Hospital rules required that Nurse Luckett take Jonah to the entrance in a wheel chair facing Center Street.

   "You know, Nurse Luckett?" Jonah said to start up conversation with him because he had said nothing all day on his floor.  "The hospital has faced in every direction since it started in 1898 except north."

   Nurse Luckett adjusted his hospital smock, he then motioned in the direction of the far corner of the parking lot.  At last he began to speak, "It's been this way since I was a kid.  I still have some time before retiring.  Right now I play football for the Porter's Corner Football Club.  The built a field after returning the property to the way it looked in 1910.  They cleared a lot of housing that used to be on Ninth Street."

   Jonah remembered the frame houses, many of them Cape Cods that had surrounded the hospital when the city was small. Jonah realized the twentieth century growth had long halted and the population was so much smaller.  Perhaps the world had fewer people nowadays. The doctors' offices had replaced them but then had given way to something looking like Babylon's Hanging Gardens. For a century there had been a high riser with terraces and palm trees.  Palm trees were possible since the city's dome had been built.  Parking lots were smaller.

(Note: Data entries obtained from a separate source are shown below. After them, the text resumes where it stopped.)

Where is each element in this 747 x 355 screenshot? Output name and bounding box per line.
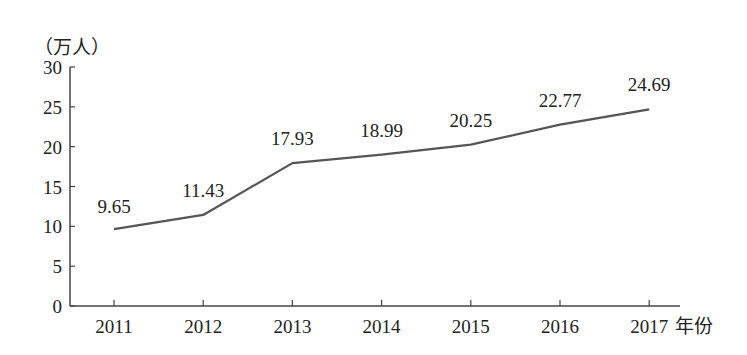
x-tick-label: 2012 [184, 316, 222, 337]
x-tick-label: 2015 [452, 316, 490, 337]
x-axis-label: 年份 [675, 316, 713, 337]
line-chart: 051015202530（万人）201120122013201420152016… [0, 0, 747, 355]
y-tick-label: 10 [43, 216, 62, 237]
data-label: 17.93 [271, 128, 314, 149]
x-tick-label: 2017 [630, 316, 668, 337]
data-label: 9.65 [97, 196, 130, 217]
data-label: 20.25 [449, 110, 492, 131]
y-tick-label: 20 [43, 137, 62, 158]
x-tick-label: 2011 [95, 316, 132, 337]
x-tick-label: 2013 [273, 316, 311, 337]
axes: 051015202530（万人）201120122013201420152016… [34, 37, 713, 337]
data-label: 22.77 [539, 90, 582, 111]
x-tick-label: 2014 [363, 316, 402, 337]
data-labels: 9.6511.4317.9318.9920.2522.7724.69 [97, 74, 670, 217]
data-label: 18.99 [360, 120, 403, 141]
data-label: 11.43 [182, 180, 224, 201]
y-tick-label: 5 [53, 256, 63, 277]
y-axis-label: （万人） [34, 37, 110, 58]
x-tick-label: 2016 [541, 316, 579, 337]
y-tick-label: 0 [53, 296, 63, 317]
y-tick-label: 15 [43, 177, 62, 198]
y-tick-label: 30 [43, 57, 62, 78]
data-label: 24.69 [628, 74, 671, 95]
y-tick-label: 25 [43, 97, 62, 118]
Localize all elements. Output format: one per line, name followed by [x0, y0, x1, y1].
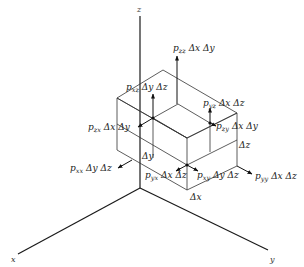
label-pyx: pyxΔx Δz — [145, 170, 187, 182]
stress-element-diagram: z x y Δy Δz Δx — [0, 0, 304, 267]
force-arrows — [118, 56, 252, 174]
dx-dimension-label: Δx — [189, 192, 202, 202]
label-pyz: pyzΔx Δz — [203, 98, 245, 110]
label-pyy: pyyΔx Δz — [255, 171, 297, 183]
force-labels: pzzΔx Δy pxzΔy Δz pyzΔx Δz pzyΔx Δy pzxΔ… — [70, 43, 297, 183]
label-pxy: pxyΔy Δz — [197, 170, 239, 182]
label-pxz: pxzΔy Δz — [126, 82, 168, 94]
x-axis — [18, 188, 140, 254]
label-pxx: pxxΔy Δz — [70, 163, 112, 175]
y-axis-label: y — [269, 255, 275, 264]
x-axis-label: x — [11, 255, 16, 264]
dz-dimension-label: Δz — [238, 140, 250, 150]
y-axis — [140, 188, 268, 250]
label-pzz: pzzΔx Δy — [173, 43, 216, 55]
dy-dimension-label: Δy — [141, 151, 154, 161]
z-axis-label: z — [136, 5, 142, 14]
coordinate-axes: z x y — [11, 5, 275, 264]
label-pzy: pzyΔx Δy — [216, 121, 259, 133]
label-pzx: pzxΔx Δy — [88, 122, 131, 134]
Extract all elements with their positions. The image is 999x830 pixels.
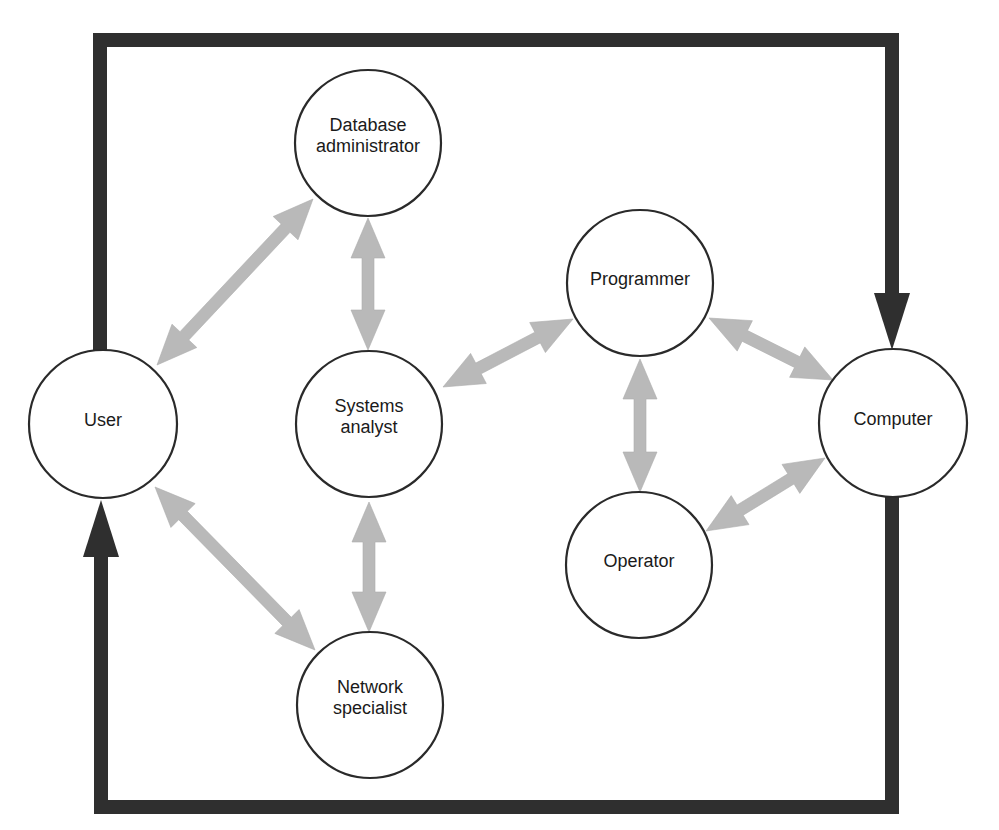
double-arrow-operator-to-computer-icon <box>706 458 825 531</box>
node-label-line: analyst <box>340 417 397 438</box>
node-label-line: specialist <box>333 698 407 719</box>
node-label-programmer: Programmer <box>567 210 713 348</box>
node-label-line: User <box>84 410 122 431</box>
node-label-network-specialist: Networkspecialist <box>297 632 443 764</box>
double-arrow-database-administrator-to-systems-analyst-icon <box>351 218 385 350</box>
double-arrow-systems-analyst-to-programmer-icon <box>443 319 573 387</box>
node-label-line: Systems <box>334 396 403 417</box>
node-label-computer: Computer <box>819 349 967 489</box>
node-label-database-administrator: Databaseadministrator <box>295 70 441 202</box>
double-arrow-user-to-network-specialist-icon <box>155 487 315 650</box>
node-label-line: Network <box>337 677 403 698</box>
node-label-line: administrator <box>316 136 420 157</box>
node-label-line: Programmer <box>590 269 690 290</box>
double-arrow-user-to-database-administrator-icon <box>157 199 313 365</box>
frame-bottom-segment <box>101 496 892 807</box>
node-label-user: User <box>29 350 177 490</box>
double-arrow-programmer-to-operator-icon <box>623 359 657 492</box>
arrowhead-into-user-icon <box>83 500 119 557</box>
arrowhead-into-computer-icon <box>874 293 910 350</box>
node-label-line: Computer <box>853 409 932 430</box>
node-label-line: Operator <box>603 551 674 572</box>
information-flow-frame <box>83 40 910 807</box>
double-arrow-programmer-to-computer-icon <box>709 318 833 380</box>
node-label-systems-analyst: Systemsanalyst <box>296 351 442 483</box>
node-label-line: Database <box>329 115 406 136</box>
node-label-operator: Operator <box>566 492 712 630</box>
double-arrow-systems-analyst-to-network-specialist-icon <box>352 502 386 632</box>
relationship-links <box>155 199 833 650</box>
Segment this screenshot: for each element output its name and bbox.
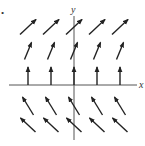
direction-arrow-icon [48,43,55,60]
y-axis-label: y [70,4,76,15]
direction-arrow-icon [23,97,34,115]
direction-arrow-icon [112,20,128,35]
corner-mark: • [1,8,4,18]
direction-arrow-icon [44,118,59,132]
direction-arrow-icon [89,20,105,35]
direction-arrow-icon [25,43,32,60]
direction-arrow-icon [92,97,103,115]
direction-arrow-icon [90,118,105,132]
direction-arrow-icon [115,97,126,115]
direction-arrow-icon [46,97,57,115]
direction-arrow-icon [117,43,124,60]
direction-arrow-icon [20,20,36,35]
direction-field-diagram: • x y [0,0,145,146]
direction-arrow-icon [113,118,128,132]
x-axis-label: x [138,79,144,90]
direction-arrow-icon [21,118,36,132]
direction-arrow-icon [43,20,59,35]
direction-arrow-icon [94,43,101,60]
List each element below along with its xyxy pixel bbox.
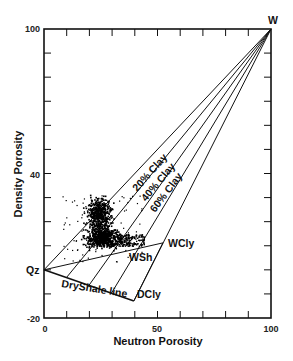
label-qz: Qz xyxy=(26,264,39,276)
x-tick-100: 100 xyxy=(263,324,278,334)
y-tick-minus20: -20 xyxy=(27,314,40,324)
label-dcly: DCly xyxy=(137,288,161,300)
line-qz-w xyxy=(44,29,271,270)
chart: 100 40 -20 0 50 100 Neutron Porosity Den… xyxy=(0,0,293,361)
label-wsh: WSh xyxy=(129,251,152,263)
label-dryshale-line: DryShale line xyxy=(61,277,129,299)
x-axis-title: Neutron Porosity xyxy=(113,335,203,347)
y-axis-title: Density Porosity xyxy=(12,130,24,218)
y-tick-40: 40 xyxy=(30,170,40,180)
label-wcly: WCly xyxy=(168,237,194,249)
x-tick-0: 0 xyxy=(42,324,47,334)
y-tick-100: 100 xyxy=(25,24,40,34)
x-tick-50: 50 xyxy=(152,324,162,334)
label-w: W xyxy=(268,14,278,26)
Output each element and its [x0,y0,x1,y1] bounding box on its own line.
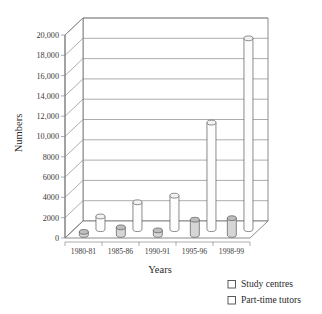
bar-top-cap [207,120,216,125]
y-axis-tick-label: 0 [55,234,59,243]
x-axis-tick-label: 1990-91 [145,247,171,256]
y-axis-tick-group [61,35,65,238]
y-axis-tick-label: 12,000 [36,112,59,121]
chart-legend: Study centresPart-time tutors [228,278,301,305]
bar-top-cap [96,214,105,219]
bar-cylinder [207,120,216,231]
legend-label-1: Study centres [241,278,293,289]
y-axis-tick-label: 18,000 [36,51,59,60]
bar-body [133,202,142,231]
bar-body [170,196,179,232]
bar-body [244,38,253,231]
x-axis-tick-label: 1998-99 [219,247,245,256]
bar-cylinder [244,36,253,232]
bar-cylinder [190,217,199,237]
bar-body [227,218,236,237]
y-axis-tick-label: 4000 [43,193,59,202]
bar-top-cap [190,217,199,222]
y-axis-tick-label: 8000 [43,153,59,162]
bar-top-cap [79,229,88,234]
x-axis-tick-group [65,242,250,246]
bar-chart: 0200040006000800010,00012,00014,00016,00… [0,0,322,314]
bar-top-cap [133,200,142,205]
y-axis-tick-labels: 0200040006000800010,00012,00014,00016,00… [36,31,59,243]
y-axis-tick-label: 14,000 [36,92,59,101]
plot-area-3d-box [65,18,268,238]
x-axis-title: Years [148,264,171,275]
y-axis-tick-label: 16,000 [36,72,59,81]
bar-cylinder [170,193,179,231]
legend-swatch-1 [228,281,236,289]
x-axis-tick-labels: 1980-811985-861990-911995-961998-99 [71,247,245,256]
x-axis-tick-label: 1980-81 [71,247,97,256]
y-axis-tick-label: 10,000 [36,132,59,141]
bar-cylinder [96,214,105,231]
y-axis-tick-label: 2000 [43,214,59,223]
bar-body [207,123,216,232]
x-axis-tick-label: 1995-96 [182,247,208,256]
bar-top-cap [244,36,253,41]
bar-top-cap [116,225,125,230]
legend-label-2: Part-time tutors [241,294,301,305]
bar-top-cap [170,193,179,198]
legend-swatch-2 [228,297,236,305]
chart-canvas: 0200040006000800010,00012,00014,00016,00… [0,0,322,314]
y-axis-title: Numbers [13,114,24,153]
bar-cylinder [153,228,162,237]
bar-cylinder [227,216,236,238]
bar-top-cap [227,216,236,221]
x-axis-tick-label: 1985-86 [108,247,134,256]
y-axis-tick-label: 6000 [43,173,59,182]
floor [65,221,268,238]
bar-cylinder [116,225,125,237]
bar-cylinder [133,200,142,232]
bar-top-cap [153,228,162,233]
y-axis-tick-label: 20,000 [36,31,59,40]
bar-cylinder [79,229,88,237]
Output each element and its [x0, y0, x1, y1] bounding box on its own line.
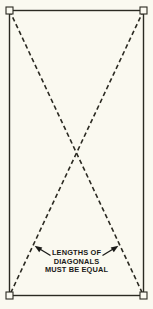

   Cars parked in the lots had changed little.  Perhaps one always needed wheels and tires.  Jonah concluded they ran on a variety of fuels: hydrogen, solar, petroleum.  One car that was praised during Jonah's boyhood were the turbine cars.  But they melted grills of tail-gating drivers and were slow to accelerate.  Safety improvements had to have kept up.  But there would always be fender benders as long as there were drivers.  So people would forever look for an honest mechanic.  He had not seen used car lots but believed there would always be Honest Johns around to sell them.

   Jonah's thoughts turned to his fortyish companion.  "Think you are up to coaching football?"

   Nurse Luckett gave him an incredulous look. "Coach?"  He paused.  "Boy, are you out of touch! I'm only eithgy-five now and will not coach until I reach a hundred."

   He raised his leg to reveal an artificial limb.  "This prosthesis kept me out of the pros. But I can still sprint a hundred yards in eleven seconds."

   Jonah thought to himself, 'Jack LaLane, eat your heart out.'  Nurse Luckett stepped through the auto doors.  Meanwhile Dr. Rene Estes drove up to the entrance in a 1957 Chevy convertible!

   "Wow!"  Jonah said, as he walked in awe around the car before throwing his bag in the backseat. He was stunned.  Rene did the car justice.  She wore a simple red dress that revealed her obsidian knees.  She looked fantastic to Jonah.  Her black eyes were accented with a suggestion of blue shadow.  With her long, straight hair and smooth skin, she needed no more makeup. If men of Jonah's own time didn't ask women's ages, Jonah determined that it was just as impolite to ask now.  Rene might be much older than the thirty years of age that she looked.

   Jonah was not going to risk another awkward moment like had had with Nurse Luckett.  Besides, she might tell him her age and spoil the illusion he nurtured about Rene.  He resolved to rethink what it was to grow old nowadays.

   "Where did you get this car?" Jonah asked in admiration.

   It took off without making noise.

   "Actually this is a replica built from a car kit on a 2098 Nader Chassis.  The real thing costs too much.  You barely hear its hydrogen, pollution-free engine."

   Rene was handling the steering wheel.  Cars for generations had built-in sensor to steer the car to avoid obstacles unless she turned off its automatic response system.  A global sensor kept track of its location.  If a road was notorious for accidents, the car's computer would advise or route around the danger area if allowed free rein.  Rene said the car did not yet have independent thought, but some cars came so close to it that it was hard to know if cars had developed self-awareness.